Music Lessons
An artisan at work
Sometimes, we just get lucky.
For me, this last Sunday, lucky meant living in a small Derbyshire village, which through a combination of serendipity, dedication, and hard work found itself hosting Jools Holland’s Rhythm and Blues Orchestra. It was part of a weekend festival set in a set of playing fields by the river. Is small, both by choice and physical constraint, so I got to see one of my favorite acts of all time in a crowd of less than 2,000 people. The organisation of it was brilliant, and the numbers meant you could do things you can’t normally do at a festival, like walk up to the stage. The setting felt more like a private audience than a public festival.
The real revelation there was seeing a display of artisanal mastery I will not forget. It was a stunning demonstration of someone holding a group together and putting them on show. Jools Holland derived his authority not from being at the front, but from making sure other people were, and from gluing them together. There was a lovely part where he acknowledged this piano, how important it was and the difficulty of getting it around the various venues. This was his piano, not a piano, and it was his partner. Throughout a two-hour stint, while everybody played together, the various members of the orchestra, each brilliant in their own right, gently rotated to be the centre of the action. Stunning saxophone, Double Bass and Guitar solos, and a 10-minute drum solo by Ed Richardson, the new drummer of the band, that took me back to Ginger Baker and Cream. (I am now that old :-))
Perhaps the overriding impression I came away with was the one of just seeing people play for the joy of it, connected to each other and the audience in a way that had an intimacy to it. It was agency at its best, a combination of self efficacy, context, connection, and purpose that was tangible. In a small Derbyshire field, in beautiful weather, on a Sunday. As I say, sometimes we just get lucky.
Luck, though, is not random. The golfer Gary Player is often credited with coining the line “the harder I practice, the luckier I get.” We could probably have had any one of a number of other well-known acts on that field on that Sunday and not had the same experience. The music would still have been brilliant, but the way it was generated may well not have created the connection that this did. It’s a personal thing, so I’m not making an argument that it’s always right, other than the reality that it was right for a group of people on that day.
I can’t help but wonder what it would take for a business to operate like that. The leaders in the business make the effort to display the people who do the work rather than take credit for it. To acknowledge the importance of the equipment they use and their relationship with it, and perhaps above all, to convey the joy that they get from the work they do.
It’s not impossible, but it’s probably a choice. I know and have worked with businesses like this. Their success often attracts investor interest, and once investors are involved, the business can keep growing, but the joy is lost. The business becomes about the money, not the music.
And it’s the music we remember, not how we earned the money we paid to hear it.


The response should contain only those lines of the entries below that include the string "Convert".

-- Opening Marker --

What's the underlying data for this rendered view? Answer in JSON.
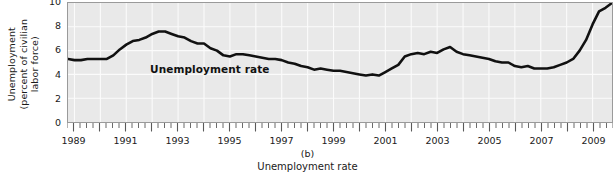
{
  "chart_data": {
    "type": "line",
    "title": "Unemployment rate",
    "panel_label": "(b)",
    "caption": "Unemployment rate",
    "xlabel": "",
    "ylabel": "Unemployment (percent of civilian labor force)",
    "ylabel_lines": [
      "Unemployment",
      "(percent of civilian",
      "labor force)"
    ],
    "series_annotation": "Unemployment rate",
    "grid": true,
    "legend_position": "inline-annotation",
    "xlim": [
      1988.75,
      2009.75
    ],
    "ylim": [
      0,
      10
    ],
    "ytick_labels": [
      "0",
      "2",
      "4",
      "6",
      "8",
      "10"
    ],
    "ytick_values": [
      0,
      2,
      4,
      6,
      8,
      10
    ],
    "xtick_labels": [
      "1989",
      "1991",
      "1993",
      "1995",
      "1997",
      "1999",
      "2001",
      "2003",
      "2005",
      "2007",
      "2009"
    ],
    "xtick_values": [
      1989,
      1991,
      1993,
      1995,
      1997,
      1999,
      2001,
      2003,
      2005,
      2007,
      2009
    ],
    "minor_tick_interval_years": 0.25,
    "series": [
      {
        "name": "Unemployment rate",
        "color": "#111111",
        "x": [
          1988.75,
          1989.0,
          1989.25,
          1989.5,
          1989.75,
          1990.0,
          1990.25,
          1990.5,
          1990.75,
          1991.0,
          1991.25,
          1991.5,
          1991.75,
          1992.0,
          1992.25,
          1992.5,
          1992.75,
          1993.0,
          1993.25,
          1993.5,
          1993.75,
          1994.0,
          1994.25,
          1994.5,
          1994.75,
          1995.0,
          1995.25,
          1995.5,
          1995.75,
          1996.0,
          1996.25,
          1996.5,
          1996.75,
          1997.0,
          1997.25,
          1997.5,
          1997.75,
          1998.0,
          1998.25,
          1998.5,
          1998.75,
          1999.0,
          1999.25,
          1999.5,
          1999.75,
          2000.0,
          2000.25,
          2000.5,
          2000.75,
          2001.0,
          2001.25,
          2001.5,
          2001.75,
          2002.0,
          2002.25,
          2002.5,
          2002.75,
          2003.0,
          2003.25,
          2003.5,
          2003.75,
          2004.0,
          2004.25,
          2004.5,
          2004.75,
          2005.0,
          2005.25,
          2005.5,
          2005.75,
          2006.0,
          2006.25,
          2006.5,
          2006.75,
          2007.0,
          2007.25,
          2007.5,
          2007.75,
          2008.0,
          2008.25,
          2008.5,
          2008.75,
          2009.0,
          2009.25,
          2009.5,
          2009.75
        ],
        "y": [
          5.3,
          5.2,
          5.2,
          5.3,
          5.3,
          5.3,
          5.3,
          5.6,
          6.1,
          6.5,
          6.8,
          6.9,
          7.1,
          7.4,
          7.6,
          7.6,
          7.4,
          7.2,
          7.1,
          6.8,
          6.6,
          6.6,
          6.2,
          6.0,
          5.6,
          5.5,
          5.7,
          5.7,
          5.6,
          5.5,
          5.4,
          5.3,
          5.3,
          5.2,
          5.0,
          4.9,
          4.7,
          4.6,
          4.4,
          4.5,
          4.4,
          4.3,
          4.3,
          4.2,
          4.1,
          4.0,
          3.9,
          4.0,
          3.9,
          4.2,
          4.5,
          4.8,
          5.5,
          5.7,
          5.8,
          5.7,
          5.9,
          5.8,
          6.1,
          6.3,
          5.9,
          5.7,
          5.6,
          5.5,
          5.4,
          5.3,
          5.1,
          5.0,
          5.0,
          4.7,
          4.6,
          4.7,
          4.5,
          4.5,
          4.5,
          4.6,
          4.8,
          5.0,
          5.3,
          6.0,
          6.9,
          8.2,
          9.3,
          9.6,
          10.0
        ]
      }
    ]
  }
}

-- Closing Marker --
-- Opening Marker --

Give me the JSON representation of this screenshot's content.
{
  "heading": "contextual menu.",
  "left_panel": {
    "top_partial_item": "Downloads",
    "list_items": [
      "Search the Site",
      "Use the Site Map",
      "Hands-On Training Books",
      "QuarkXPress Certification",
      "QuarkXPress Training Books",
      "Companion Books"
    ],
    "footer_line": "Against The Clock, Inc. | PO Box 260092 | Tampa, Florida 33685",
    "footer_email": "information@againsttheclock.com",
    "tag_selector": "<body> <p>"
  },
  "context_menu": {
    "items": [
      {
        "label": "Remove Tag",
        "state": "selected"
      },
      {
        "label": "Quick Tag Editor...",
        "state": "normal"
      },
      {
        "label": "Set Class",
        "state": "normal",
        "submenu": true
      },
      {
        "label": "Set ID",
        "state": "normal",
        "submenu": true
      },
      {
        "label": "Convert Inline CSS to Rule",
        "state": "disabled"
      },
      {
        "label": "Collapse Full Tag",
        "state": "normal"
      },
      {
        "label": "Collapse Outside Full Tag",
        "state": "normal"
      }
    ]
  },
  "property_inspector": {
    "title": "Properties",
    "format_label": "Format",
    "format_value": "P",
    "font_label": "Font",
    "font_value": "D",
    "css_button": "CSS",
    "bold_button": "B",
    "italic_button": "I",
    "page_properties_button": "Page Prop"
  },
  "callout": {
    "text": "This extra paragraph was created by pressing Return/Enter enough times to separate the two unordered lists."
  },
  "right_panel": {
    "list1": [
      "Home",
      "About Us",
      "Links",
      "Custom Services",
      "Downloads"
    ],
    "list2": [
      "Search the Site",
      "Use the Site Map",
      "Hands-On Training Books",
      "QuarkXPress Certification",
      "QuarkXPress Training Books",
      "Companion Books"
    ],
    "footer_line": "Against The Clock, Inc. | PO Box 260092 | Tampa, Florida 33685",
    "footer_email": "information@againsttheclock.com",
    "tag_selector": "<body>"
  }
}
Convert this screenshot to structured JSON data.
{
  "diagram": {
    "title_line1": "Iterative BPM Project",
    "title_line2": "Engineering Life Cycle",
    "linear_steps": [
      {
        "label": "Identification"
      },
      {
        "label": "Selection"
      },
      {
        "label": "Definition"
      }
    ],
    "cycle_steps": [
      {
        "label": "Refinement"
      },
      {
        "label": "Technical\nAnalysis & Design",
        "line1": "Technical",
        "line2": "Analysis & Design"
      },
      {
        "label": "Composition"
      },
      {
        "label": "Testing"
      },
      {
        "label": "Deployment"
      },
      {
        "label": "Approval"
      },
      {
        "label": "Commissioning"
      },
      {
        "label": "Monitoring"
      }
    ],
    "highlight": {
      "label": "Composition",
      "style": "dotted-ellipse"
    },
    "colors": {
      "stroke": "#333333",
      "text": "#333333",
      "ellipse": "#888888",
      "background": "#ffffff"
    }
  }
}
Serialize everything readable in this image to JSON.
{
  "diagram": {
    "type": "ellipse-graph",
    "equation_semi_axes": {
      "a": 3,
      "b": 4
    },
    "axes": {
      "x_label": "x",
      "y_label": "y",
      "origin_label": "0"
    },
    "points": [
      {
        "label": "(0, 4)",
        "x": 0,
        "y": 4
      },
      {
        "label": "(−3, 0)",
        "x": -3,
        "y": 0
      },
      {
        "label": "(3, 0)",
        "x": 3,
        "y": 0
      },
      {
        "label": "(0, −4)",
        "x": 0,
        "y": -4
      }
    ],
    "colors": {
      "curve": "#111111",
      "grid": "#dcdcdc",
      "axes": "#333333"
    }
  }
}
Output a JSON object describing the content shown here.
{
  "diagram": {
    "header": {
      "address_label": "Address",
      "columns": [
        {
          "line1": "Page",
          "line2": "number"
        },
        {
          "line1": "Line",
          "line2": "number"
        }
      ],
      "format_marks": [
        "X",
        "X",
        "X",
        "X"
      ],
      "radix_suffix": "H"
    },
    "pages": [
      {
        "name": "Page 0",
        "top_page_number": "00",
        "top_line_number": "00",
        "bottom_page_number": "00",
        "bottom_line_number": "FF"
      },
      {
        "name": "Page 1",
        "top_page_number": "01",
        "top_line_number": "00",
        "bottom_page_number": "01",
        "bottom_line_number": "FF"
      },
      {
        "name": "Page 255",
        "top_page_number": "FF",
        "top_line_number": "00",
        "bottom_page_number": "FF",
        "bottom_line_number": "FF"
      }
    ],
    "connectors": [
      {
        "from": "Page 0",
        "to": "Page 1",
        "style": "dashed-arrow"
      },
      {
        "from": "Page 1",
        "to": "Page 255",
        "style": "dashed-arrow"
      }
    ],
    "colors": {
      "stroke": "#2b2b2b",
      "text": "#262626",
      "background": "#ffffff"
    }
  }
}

-- Closing Marker --

__Solution to this problem__:
        "label": "Convert Inline CSS to Rule",
Convert this screenshot to structured JSON data.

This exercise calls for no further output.